Although that had already expired in mid-January, the deportation was delayed because Iraq initially did not want to issue the man a passport. After the replacement papers were available, he was flown out.

Herisch A., who came from the Kurdish region around Kirkuk, fled to Germany in 2001. An application for asylum had been rejected by the authorities in North Rhine-Westphalia at the time, but he had a residence permit due to the political situation in his home country.

In March 2002 Herisch A. came to Munich, just under three years later he caused the most sensational murder case since the turn of the millennium. On a cold winter’s day, between 15,000 and 20,000 people accompanied Rudolph Moshammer on his last journey from the church funeral service to his grave in the East Cemetery. It was the largest attendance at a funeral since Franz-Josef Strauss’ state funeral in 1988.

From the discovery of Moshammer’s body on the morning of January 14, 2005 until his funeral eight days later, the local tabloids reported page after page about the case, of course also about the dark side of the fashion designer, who was dazzling far beyond Munich.

Moshammer spoke to the assistant cook from his Rolls-Royce

Rudolph Moshammer ran an extravagant boutique called “Carneval de Venise” on Maximilianstrasse, and he was a constant presence in Munich society. Like no other, Moshammer knew how to stage himself; he attracted attention with his highly teased black hair and his constant companion, the terrier lady “Daisy”.

Anyone who didn’t know that Moshammer otherwise preferred the company of young men found out all the details, including and especially the unsavory ones, one day after the murder at the latest. In his black Rolls-Royce, Moshammer regularly scoured the areas around the main and east train stations late in the evening and at night, inviting hustlers with whom he then drove to his house in Grünwald.

On the evening of January 13, 2005, a Thursday, he ran into Herisch A. at the main train station.
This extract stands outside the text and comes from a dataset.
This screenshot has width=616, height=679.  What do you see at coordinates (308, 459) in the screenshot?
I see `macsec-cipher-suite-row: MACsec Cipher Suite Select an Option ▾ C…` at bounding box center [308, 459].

The little money he earned as an assistant cook at a burger maker he immediately put into slot machines. He was constantly in need of money, and in the process he was later attested to have a gambling addiction.
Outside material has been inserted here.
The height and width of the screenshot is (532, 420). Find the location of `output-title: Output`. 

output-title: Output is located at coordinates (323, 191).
Herisch A. was not allowed to return to Germany for the rest of his life

When Moshammer spoke to him from the Rolls Royce, A. accepted the offer and got in. In Grünwald, there were sexual acts and then a dispute about the wages, A. later told the police and the court. A. claimed that Moshammer did not want to pay the agreed 2,000 euros; Those familiar with the scene considered the sum to be extremely exaggerated. In any case, the Iraqi took an electric cable and strangled the then 64-year-old Moshammer, insidiously from behind, according to the court.

Forensics officers from the Munich police found skin shreds on the cable, and a DNA analysis led to the identification of Herisch A. on Saturday, and he was arrested the same evening. He had been investigated twice in the previous year, once for assault, once because his former girlfriend and mother had reported him to his daughter for rape. Both procedures had been discontinued, but A. had voluntarily provided a saliva sample during the investigation, which was his undoing.

The trial against the confessing Herisch A. took place as early as November 2005. The conviction to life imprisonment was accompanied by a particularly serious degree of guilt because of the maliciousness established by the court. This ruled out his release after the usual 15 years in prison. Herisch A. can now move about as a free man in his home country, and he has never been allowed to return to Germany for the rest of his life.